The Supreme Court cited Professor Gershowitz’s amicus brief for the workability of faraday bags and their use by law enforcement. The Court noted that faraday bags are “cheap, light-weight, and easy to use.” It also called the faraday bag solution a “reasonable response” for police to use to preserve evidence while waiting for a search warrant.

William & Mary's Appellate and Supreme Court Clinic filed the amicus brief and provided editorial support. Professor Gershowitz noted that he “was very fortunate to receive helpful editing and assistance from Tillman Breckenridge, the director of the Clinic and appellate specialist who regularly briefs cases in federal courts around the country.”

In addition to being cited by the Supreme Court, the amicus brief attracted considerable press attention. The brief was discussed in a New York Times article about warrantless cell phone searches, Supreme Court Taking Up Police Searches of Data Troves Known as Cell Phones. It was also profiled in U.S. Law Week in a March 18 post titled "Call It the 'MacGyver' Fix: Aluminum Foil May Solve Cell Phone Search Dilemma."

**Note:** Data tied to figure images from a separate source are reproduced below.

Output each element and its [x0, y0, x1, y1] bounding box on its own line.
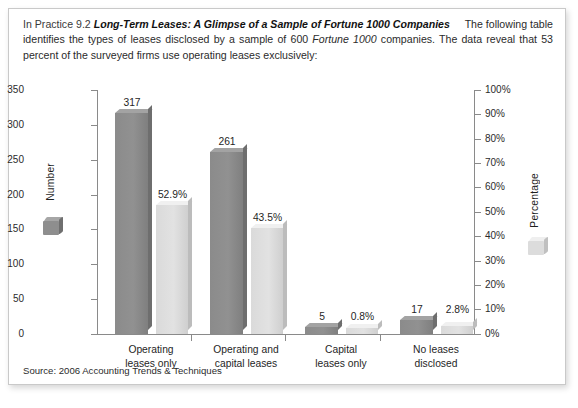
left-axis-line — [97, 90, 98, 334]
bar-number-capital-leases-only — [305, 327, 338, 334]
category-label-line-1: Capital — [293, 343, 389, 357]
intro-body-italic: Fortune 1000 — [312, 33, 376, 45]
lease-bar-chart: 0 50 100 150 200 250 300 350 0% 10% 20% … — [23, 71, 553, 376]
right-tick-90 — [475, 114, 481, 115]
right-tick-40 — [475, 236, 481, 237]
source-note: Source: 2006 Accounting Trends & Techniq… — [23, 365, 222, 376]
bar-label-percentage-4: 2.8% — [430, 304, 485, 315]
right-tick-label-10: 10% — [485, 303, 505, 314]
bar-label-percentage-1: 52.9% — [145, 189, 200, 200]
intro-lead: In Practice 9.2 — [23, 18, 91, 30]
right-tick-label-60: 60% — [485, 181, 505, 192]
right-tick-label-30: 30% — [485, 255, 505, 266]
right-tick-label-50: 50% — [485, 206, 505, 217]
right-tick-label-80: 80% — [485, 133, 505, 144]
left-tick-50 — [91, 299, 97, 300]
left-tick-100 — [91, 264, 97, 265]
bar-number-operating-leases-only — [115, 113, 148, 334]
bar-percentage-no-leases-disclosed — [441, 326, 473, 334]
intro-title: Long-Term Leases: A Glimpse of a Sample … — [94, 18, 450, 30]
right-tick-50 — [475, 212, 481, 213]
left-tick-label-200: 200 — [7, 189, 24, 200]
left-tick-150 — [91, 229, 97, 230]
category-label-line-1: Operating and — [198, 343, 294, 357]
left-axis-title: Number — [45, 163, 56, 201]
bar-number-operating-and-capital-leases — [210, 152, 243, 334]
category-label-line-2: disclosed — [388, 357, 484, 371]
left-tick-label-300: 300 — [7, 119, 24, 130]
left-tick-label-50: 50 — [13, 293, 24, 304]
category-label-line-2: leases only — [293, 357, 389, 371]
right-tick-60 — [475, 187, 481, 188]
bar-number-no-leases-disclosed — [400, 320, 433, 334]
bar-label-percentage-2: 43.5% — [240, 212, 295, 223]
left-tick-300 — [91, 125, 97, 126]
number-legend-swatch-icon — [43, 217, 63, 235]
right-tick-70 — [475, 163, 481, 164]
screenshot-root: In Practice 9.2 Long-Term Leases: A Glim… — [0, 0, 578, 408]
category-divider-2 — [285, 335, 286, 341]
right-tick-30 — [475, 261, 481, 262]
left-tick-0 — [91, 334, 97, 335]
left-tick-label-350: 350 — [7, 84, 24, 95]
left-tick-label-0: 0 — [18, 328, 24, 339]
right-tick-label-90: 90% — [485, 108, 505, 119]
left-tick-label-250: 250 — [7, 154, 24, 165]
left-tick-label-150: 150 — [7, 223, 24, 234]
category-label-line-1: Operating — [103, 343, 199, 357]
bar-percentage-operating-and-capital-leases — [251, 228, 283, 334]
category-label-capital-leases-only: Capital leases only — [293, 343, 389, 370]
category-label-no-leases-disclosed: No leases disclosed — [388, 343, 484, 370]
in-practice-panel: In Practice 9.2 Long-Term Leases: A Glim… — [8, 8, 566, 385]
right-tick-20 — [475, 285, 481, 286]
percentage-legend-swatch-icon — [528, 237, 548, 255]
bar-label-number-2: 261 — [202, 136, 252, 147]
right-tick-label-100: 100% — [485, 84, 511, 95]
category-divider-1 — [191, 335, 192, 341]
intro-paragraph: In Practice 9.2 Long-Term Leases: A Glim… — [23, 17, 553, 63]
right-tick-80 — [475, 139, 481, 140]
left-tick-250 — [91, 160, 97, 161]
left-tick-label-100: 100 — [7, 258, 24, 269]
bar-label-number-1: 317 — [107, 97, 157, 108]
right-tick-label-0: 0% — [485, 328, 499, 339]
right-tick-label-20: 20% — [485, 279, 505, 290]
bar-label-percentage-3: 0.8% — [335, 311, 390, 322]
right-tick-label-70: 70% — [485, 157, 505, 168]
category-divider-3 — [380, 335, 381, 341]
x-axis-line — [97, 334, 475, 335]
right-tick-0 — [475, 334, 481, 335]
bar-percentage-operating-leases-only — [156, 205, 188, 334]
bar-percentage-capital-leases-only — [346, 328, 378, 334]
left-tick-350 — [91, 90, 97, 91]
category-label-line-1: No leases — [388, 343, 484, 357]
right-tick-100 — [475, 90, 481, 91]
right-tick-label-40: 40% — [485, 230, 505, 241]
left-tick-200 — [91, 195, 97, 196]
right-axis-title: Percentage — [529, 173, 540, 228]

Gershowitz has written multiple articles on the legality of warrantless searches of cell phones. He recently published an article on the issue in the William & Mary Bill of Rights Journal titled "Seizing a Cell Phone Incident to Arrest: Data Extraction Devices, Faraday Bags, or Aluminum Foil as a Solution to the Warrantless Cell Phone Search Problem" (SSRN). The Wall Street Journal's LawBlog referenced the article in an August 2013 post titled "What Seized Cell Phones and Leftovers Have in Common."